Business Plan and Risk Framework
The application must include a detailed business plan covering target market, revenue model, technology architecture, and three-year projections. Risk management documentation should address operational risk per Circular 2023/1, AML/KYC per AMLA requirements, and outsourcing arrangements per Circular 2018/3.
Internal Controls and Compliance
Documented policies for AML, data protection (FADP), IT security, and client asset protection must be submitted. FINMA expects evidence that controls are operational — not merely drafted — before granting authorisation.
Application Process and Timeline
- Pre-application meeting — Optional but strongly recommended; FINMA provides informal guidance on licence type and documentation scope.
- Formal submission — Complete application dossier submitted to FINMA with supporting documents in German, French, or English.
- Review phase — FINMA may request clarifications; typical review takes 4–12 months depending on complexity.
- Conditional approval — FINMA may grant authorisation subject to fulfilment of specific conditions before commencing operations.

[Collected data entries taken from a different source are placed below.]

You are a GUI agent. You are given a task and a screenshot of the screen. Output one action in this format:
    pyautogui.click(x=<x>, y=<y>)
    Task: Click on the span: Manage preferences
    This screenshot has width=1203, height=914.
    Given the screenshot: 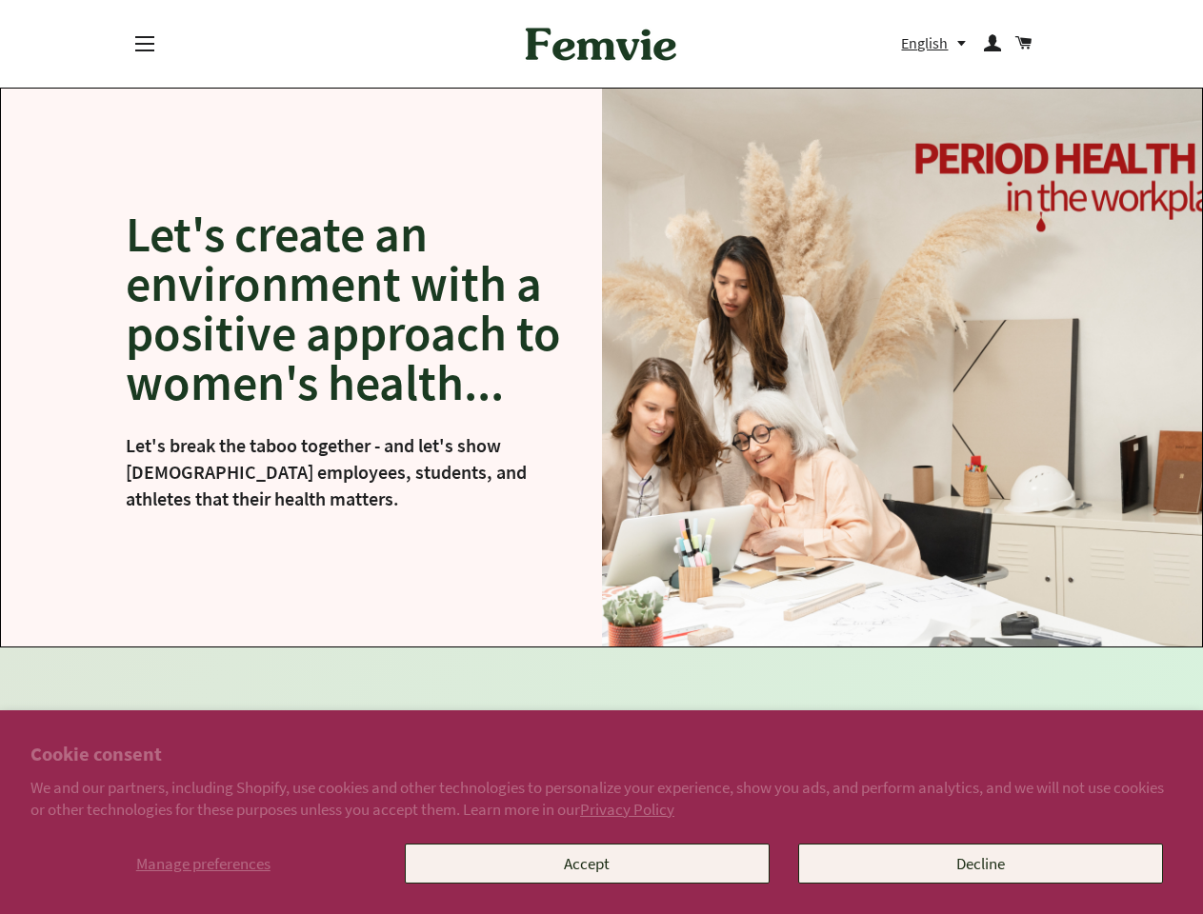 What is the action you would take?
    pyautogui.click(x=203, y=864)
    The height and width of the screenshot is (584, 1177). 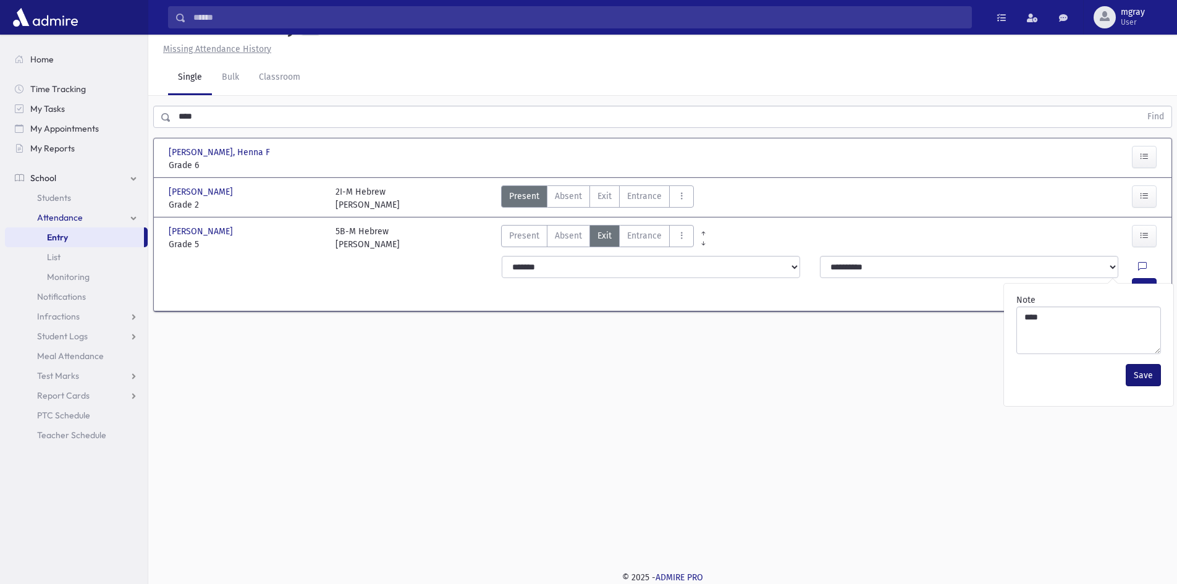 What do you see at coordinates (76, 415) in the screenshot?
I see `a: PTC Schedule` at bounding box center [76, 415].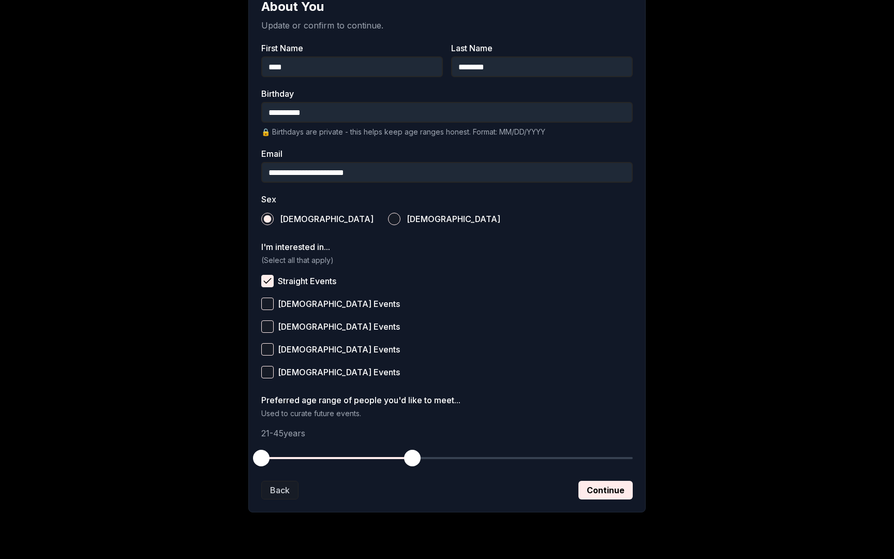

- Commencement of activity — Notification to FINMA once all conditions are met; ongoing supervision begins immediately.
Preparing for Ongoing Supervision
Licensing is the beginning, not the end. FINMA conducts periodic audits and expects continuous compliance with prudential requirements, regulatory reporting, and conduct rules. Prepare for your first SRO or FINMA audit before launch by establishing document retention, control testing, and incident reporting processes.
Common Application Pitfalls
- Wrong licence type — Misclassifying activities leads to resubmission delays of months.
- Incomplete fit-and-proper documentation — Missing criminal record extracts or incomplete employment histories for board members.
- Underestimating compliance infrastructure — Policies without operational evidence of implementation.
- Ignoring outsourcing risk — Cloud and vendor dependencies without Circular 2018/3 assessments.
- Commencing operations pre-authorisation — Even beta testing with real client funds can trigger enforcement action.
Application Checklist
- Licence type confirmed via FINMA pre-application meeting
- Legal entity incorporated in Switzerland with adequate capital deposited
- Board and senior management fit-and-proper dossiers complete
- Business plan with three-year financial projections submitted
- AML/KYC policy and designated compliance officer appointed
- Operational risk framework aligned with Circular 2023/1
- Outsourcing register and vendor due diligence documented
- IT security and business continuity plans in place
- FADP privacy impact assessment completed
- Regulatory reporting calendar and FINMA contact points established
A well-prepared FINMA licence application accelerates market entry and establishes the compliance foundation your FinTech needs for sustainable growth in Switzerland.